So if an employee produces 0 or negative (as happens in several organizations) but receives wage X, are they exploiting their employer?
Microeconomic models that assume the marginal productivity of a worker can be calculated in advance are drastically at odds with the reality I see, where employers are terrified of a bad hire and even if they get a good hire, they may still end up with zero to show for it because of bad management or simply market conditions.
You could argue that the reason we have corporations at all is to spread the risk of unknowables across many people, so that it becomes bearable and not everyone is exposed to ruin if luck doesn't turn their way.

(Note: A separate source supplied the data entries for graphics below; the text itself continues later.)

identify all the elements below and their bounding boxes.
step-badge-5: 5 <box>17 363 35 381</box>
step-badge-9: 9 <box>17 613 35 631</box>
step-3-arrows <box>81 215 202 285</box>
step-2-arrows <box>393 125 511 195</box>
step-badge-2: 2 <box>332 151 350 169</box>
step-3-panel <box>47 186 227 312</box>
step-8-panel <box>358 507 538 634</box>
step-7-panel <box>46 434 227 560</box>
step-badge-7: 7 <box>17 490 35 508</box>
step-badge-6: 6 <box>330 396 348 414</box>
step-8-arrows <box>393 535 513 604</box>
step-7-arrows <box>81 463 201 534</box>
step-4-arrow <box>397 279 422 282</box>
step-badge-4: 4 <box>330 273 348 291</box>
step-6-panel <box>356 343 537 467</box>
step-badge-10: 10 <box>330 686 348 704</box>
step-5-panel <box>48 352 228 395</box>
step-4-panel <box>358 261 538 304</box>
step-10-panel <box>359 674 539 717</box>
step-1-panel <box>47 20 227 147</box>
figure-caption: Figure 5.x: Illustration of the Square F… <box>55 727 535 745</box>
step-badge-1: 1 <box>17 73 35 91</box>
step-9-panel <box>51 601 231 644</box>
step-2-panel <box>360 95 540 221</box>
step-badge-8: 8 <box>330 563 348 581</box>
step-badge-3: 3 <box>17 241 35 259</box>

>Microeconomic models that assume the marginal productivity of a worker can be calculated in advance are drastically at odds with the reality I see
Micro theory is very general, and almost tautological. For example, you can re-interpret "marginal value" to mean "marginal expected value conditional on what the employer knows about you" and then everything you said fits neatly into the usual framework again.

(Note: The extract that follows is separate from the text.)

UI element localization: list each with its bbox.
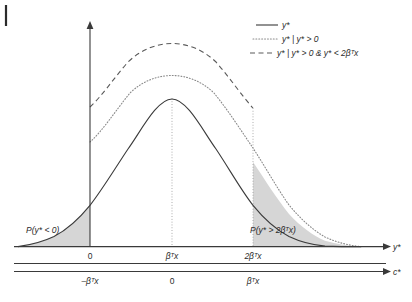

Hence my comment below about the market deciding what a worker's marginal value is. Micro theory makes no claims that the "true economic" (and unobservable) marginal value of a worker is equal to their marginal value measured by some accounting system. Hence why micro theory is to a large extent irrefutable and makes few predictions about the world: if people eat big macs, we assume that increases their utility more than eating kale, and if the market doesn't pay a worker well, we assume that person contributes little marginal value.
Corporations do certainly help spread risk, that just happens to fall slightly outside of the usual micro framework.
Microeconomic models that assume the marginal productivity of a worker can be calculated in advance are drastically at odds with the reality I see, where employers are terrified of a bad hire and even if they get a good hire, they may still end up with zero to show for it because of bad management or simply market conditions.
You could argue that the reason we have corporations at all is to spread the risk of unknowables across many people, so that it becomes bearable and not everyone is exposed to ruin if luck doesn't turn their way.